Following up on an earlier post about the passing of Dick Clark: racial integration on the dance floor of American Bandstand happened a lot faster than I remembered.
Bill Harris at the TorontoSun helped dig out the Sun story I wrote in 2003 about a visit to the Los Angeles set of American Dreams, a short-lived NBC series that was more or less an homage to the glory days of Clark’s American Bandstand.
The nostalgic drama, which ran from 2002-05, was seen as an antidote to anxious, post-9/11 times. It hearkened back to a kinder, gentler America, the squeaky-clean world of the mid-’60s.
Those times, however, were a changin’. The series began in the fall of 1963. John Kennedy has been assassinated. The Civil Rights movement was on the march. Beatlemania was about to sweep America.
The series, in executive producer Jonathan Price’s words, tried to hold a “a rear view mirror of history that says we made it through a difficult, horrible, wonderful, thrilling roller coaster in 1963 through 1969, ’70. We’re going to make it again.”

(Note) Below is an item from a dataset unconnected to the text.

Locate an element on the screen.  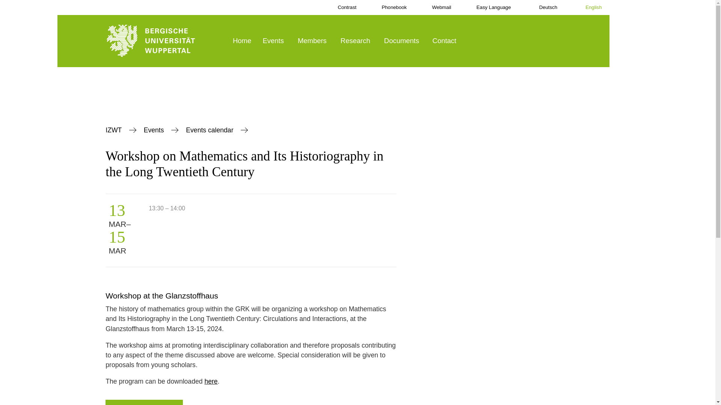
Home is located at coordinates (242, 41).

The cast of NBC’s American Dreams
Dick Clark’s slice of white bread Americanawas faithfully re-created on the same Sunset-Gower studio back lot where many of the Frank Capra films of the ’30s were lensed. Extras dressed in short-brimmed fedoras, wool coats and other ’60s clothing were hired to walk among critics shuttled into the lot during that season’s TCA press tour. Beside us on the street were Ford Fairlanes and other cars from that era.
There was a record store on the lot where Beatle records and posters were shown to be crowding out the Motown and surf band chart busters. In a neat bit of casting, Art Garfunkel made a few appearances on the series as the owner of the record store.
Montreal-native Vanessa Lengies, a former Popular Mechanics For Kids host now seen as Sugar on the third season of Glee, played Bandstand dancer Roxanne Bojarski. She handed out chocolate “45s” to critics. Former NYPD Blue regular Gail O’Grady, who plays ’60s mom Helen Pryor, offered Tastycakes to writers filing through the interior set of the main family house. 
Clark—in good health a year prior to his debilitating stroke—held court on the floor of the large Bandstand set. He pronounced it a clone of his old Philly dance studio. The TV veteran was an executive producer on American Dreams.
He pointed out all the gold records, pennants and other paraphernalia on the set and said they were exact duplicates of the ones he still had in his office.
Clark, then 73 (he died last week at 82) was able to put Bandstand in perspective for a few of us who surrounded him that day on the set. He told us that at the height of the show, the kids who were regular dancers on the series received 15,000 to 20,000 pieces of mail a week.
American Dreamsdealt with the gradual integration of African Americans onto the Bandstand dance floor, a breakthrough that happened sooner in racially-mixed Philly than in other part of the United States or Canada. Clark recalled that the first black couple hit the dance floor in 1959 (Bandstand began in 1956) and that the transition went a lot smoother than the network originally feared.